As fate would have it, not only did I have Mr. Conrad for my Home Room teacher that first year, but he was also my French teacher for all of my three years at that school. It made no difference. He would never anoint me as one of the cool. He probably figured out who I was before anyone else did, possibly as soon as that very first day.
The only other French teacher in the school was Mr. Frechette (pronounced: “Freshette”). At first — before my attempts at becoming cool fell apart — I felt lucky that I didn’t have him as my French teacher. I had no way of knowing if Mr. Frechette was a good teacher, or even a kind teacher. My only piece of information was the ubiquitous nickname the kids gave him:
“Mr. Fried-Shit”
It didn’t matter whether or not the nickname was earned. Fact is, he may have been a good teacher and he may have been a kind teacher, but he definitely wasn’t a cool teacher. In the minds of cool teenage kids, you’re either Mr. Cool or Mr. Fried-Shit — no in between.

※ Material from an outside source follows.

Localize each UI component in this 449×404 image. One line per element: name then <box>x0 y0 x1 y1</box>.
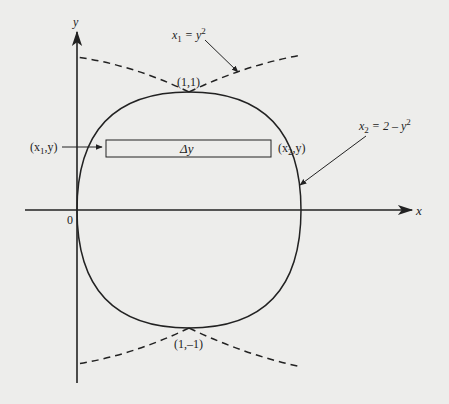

Over those three years of Junior High I watched events flow by as if an anthropologist in my own life. Looking, listening, learning, but never really a part of what I was seeing. I studied — with equal parts disdain and curiosity — the widening gap between Mr. Cool, surrounded by his cool students, and people like me: The Invisibles.
By then I knew to stay away from social events like sporting meets and dances. I hovered on the outskirts of these events, the space between me and other Invisibles forming vast gulfs.
I recall one particular Spring Dance that I resolutely stayed away from. I was in the hallway, ready to leave school, when I heard muffled music open up and drip out through the halls. The doors to the “canteen” gymnasium swung open. To my horror, pools of kids spilled out past me, twirling and snapping their fingers low to the ground while Tom Cochrane’s “Life is a Highway” echoed outwards through the halls. Trailing behind them was none other than Mr. Cool himself, joining in their merriment making stupid gestures and snapping his fingers as if he was one of them.
“Idiots” I thought.
I didn’t think of that term entirely in the pejorative sense. In a way I admired their complete lack of self awareness. But hearing that song being played just amplified the ridiculousness of the entire situation. If you want to know how it felt in that moment, picture a crappy moment in your life and then picture it happening while “Life is a Highway” blares over a nearby sound system.
You want to laugh and cry at the foolishness of it all.
— — —
Years later — freshly removed from high school life and memories of Mr. Conrad falling away like Autumn leaves — I saw a picture of his face inset against a mention of him in the l0cal newspaper. The article was about none other than Mr. Cool himself.
I expected the headline to read something like “Cool Teacher Saves the Day” or “Teacher Charms All at Best Smile Competition.”
Instead, the headline read in large, bold print atop the page:
“Local Teacher Charged with Molestation of Former Students.”
The article didn’t include names, but it did note the ages of his alleged victims, at least 7 in total. From this bit of information I could tell that several of those girls must of been my fellow classmates throughout those three years of French class. I closed my eyes, hoping to remember, but couldn’t imagine their faces.
I realized that all of those cool kids — kids like my brother, and those I drifted past in my time in that school — had all fallen under his spell of cool, all the while just being used.
I never found out much of what happened to Mr. Conrad. I did a bit of research and all I could find pertaining to him was an official document from the B.C. Teacher’s Regulation website. It noted the termination of his teaching certificate on June 15, 2001 citing “professional misconduct.”
I always wondered if he ended up in jail, and if so whether or not he had a difficult time beguiling the other inmates with that ever-charming smile of his. If so, I’m certain it wasn’t for a lack of trying.